As we head into the new year, I hope that you are at peace with your choice of New Year’s resolutions, or perhaps your choice to forgo them. Myself, I don’t like to have resolutions at the beginning of the year. Instead, I have ongoing, shifting intentions that I revisit frequently throughout the year. So, this isn’t typically a time that I tend to start big new endeavors.

However, starting out this new year has turned out to be shifting for me.

This year, I made the choice one day to clean out one of the cupboards in my kitchen. This particular cabinet had been disorganized for years. It happened to be where I stored my hand mixer – the one I use primarily to make cakes or scones.

Typically, when I needed to fetch the mixer, I first had to dig through a random assortment of jars, a variety of mismatched and non-nestable cake pans, and even a ridiculous amount of equipment for a fish tank that hadn’t been operational in 3 years. Sometimes, I would find these items tumbling out onto the floor, and I would curse and mutter about needing to clean out the cabinet. It was treacherous. Inevitably, my entire body would tense up and I would find myself narrowly escaping with the mixer, only then to struggle to find the beaters.

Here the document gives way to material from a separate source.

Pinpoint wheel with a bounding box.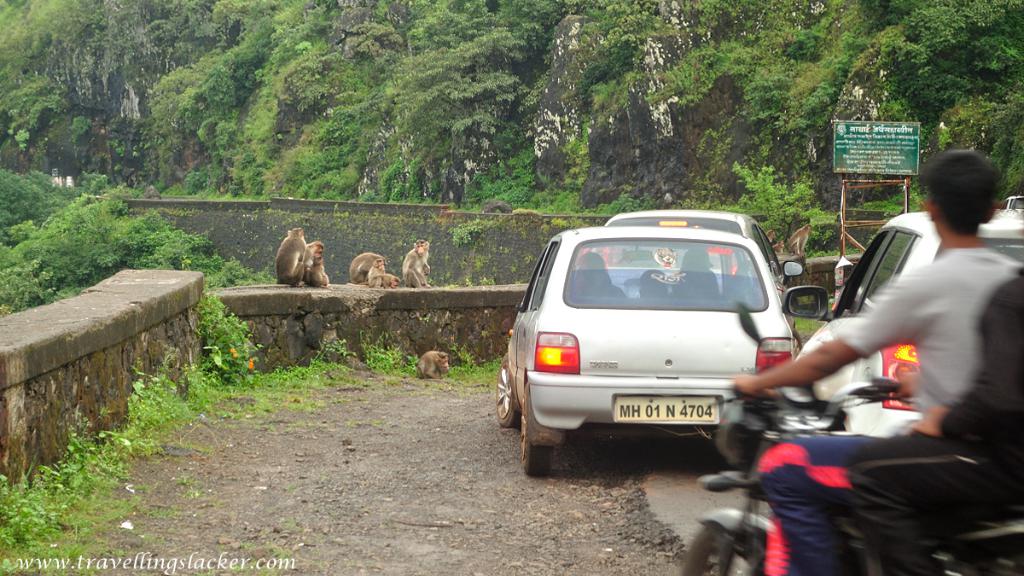
bbox=(492, 349, 523, 428).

Yes, this happened each and every time.

Until one day when I was wanting to whip up a batch of cookies. When I went to get the mixer, I again found my body tensing up and obscenities starting to roll off my tongue. And then it struck me. I could fix this. I could make the choice to change this situation.

Maybe subliminally I had been waiting for somebody else in my house to do it? My husband does love to cook, and I do have a daughter that loves to organize and rearrange.

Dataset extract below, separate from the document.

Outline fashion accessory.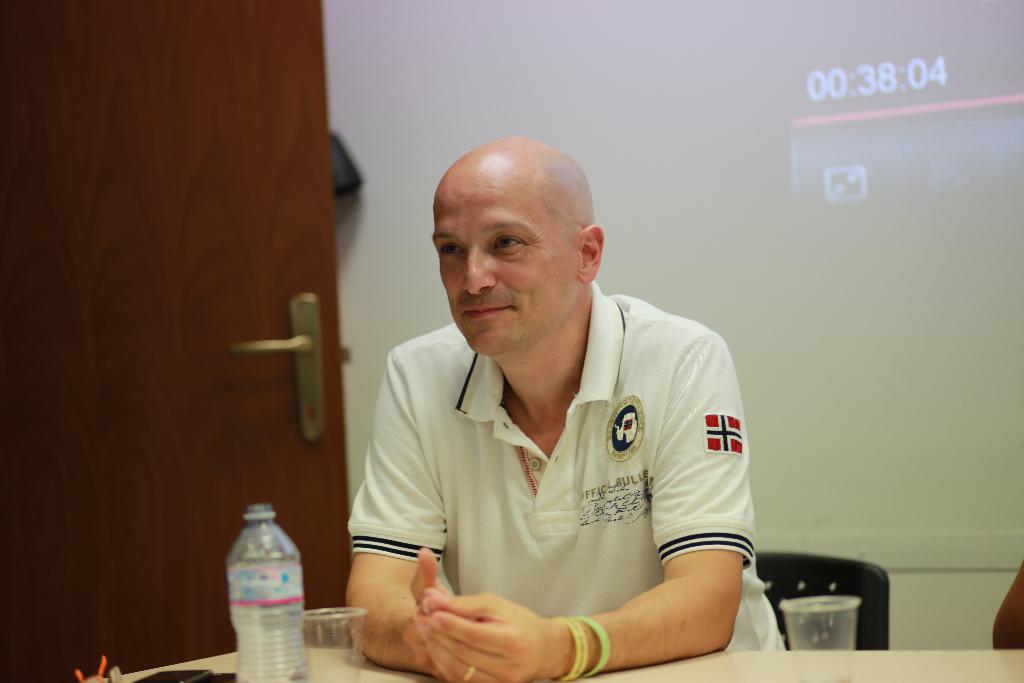
Outline: 584/622/612/682.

Maybe I never felt like I had the time?

Maybe I just didn’t want to do it because it didn’t sound fun.

Maybe it just never occurred to me that I could make that choice for myself.

But on this day, as I tried to get the mixer out without anything tumbling onto me or onto the floor, I was struck with the awareness that the discomfort of this particular disorganization far exceeded the discomfort that I would likely experience in just fixing this problem.

So I did it. I rearranged, I threw away, I organized. Just this one cabinet.

It took no more than 7 minutes to declutter and organize. I had been putting this off for years. And it took 7 minutes.

The change was amazing! Not only could I get the mixer out with such ease, but I also found a vase that I had been trying to find for a very long time!

The realization struck me hard that I could have done this a long time ago and saved myself the existential angst associated with needing to bake a simple birthday cake.

“The discomfort of not addressing the clutter—whether physical or emotional—far exceeds the discomfort of simply fixing it.”

What I gained that day was priceless. I gained clarity and freedom. Maybe this sounds overly dramatic – it was just a single kitchen cabinet after all. But I cannot overstate the impact on made on me.

Thus began a two-week period where I would clean out other areas that had become untenable.

As I made these changes in my physical world, I was surprised to find that my brain also started naturally decluttering itself.

So often our outer worlds are intrinsically tied to our inner worlds in ways we can’t begin to fathom or understand. I noticed that the tense feeling I had been experiencing in my body when I needed to retrieve the mixer was almost identical to the feeling in my body when I chose to ignore my own internal boundaries – the boundaries I knew I needed to set for myself.

Maybe subliminally I had been waiting for somebody else to do it?

Maybe I never felt like I had the time?

Maybe I just didn’t want to do it because it didn’t sound fun.

Maybe it just never occurred to me that I could make that choice for myself.

I now realized that, as with the mixer situation, the discomfort of not listening to my own boundaries far exceeded the discomfort that I would likely experience in just fixing the problem.

And I began to pay a little more attention to what my body and my soul knew both in my physical world and in my inner world.

Sometimes all it will take is a tweak here and a shift there to dispel some of that negative energy. Sometimes it will take a bit more or even a lot more.

As I continue to clean up some of these pieces of my life, it still surprises me how often I think – “I should have just done that sooner.”


What are you needing to clean up (literally or figuratively) in your home or in your life? No matter when you do it, you will likely say, “Why didn’t I do that sooner?” Now is good. Do it now.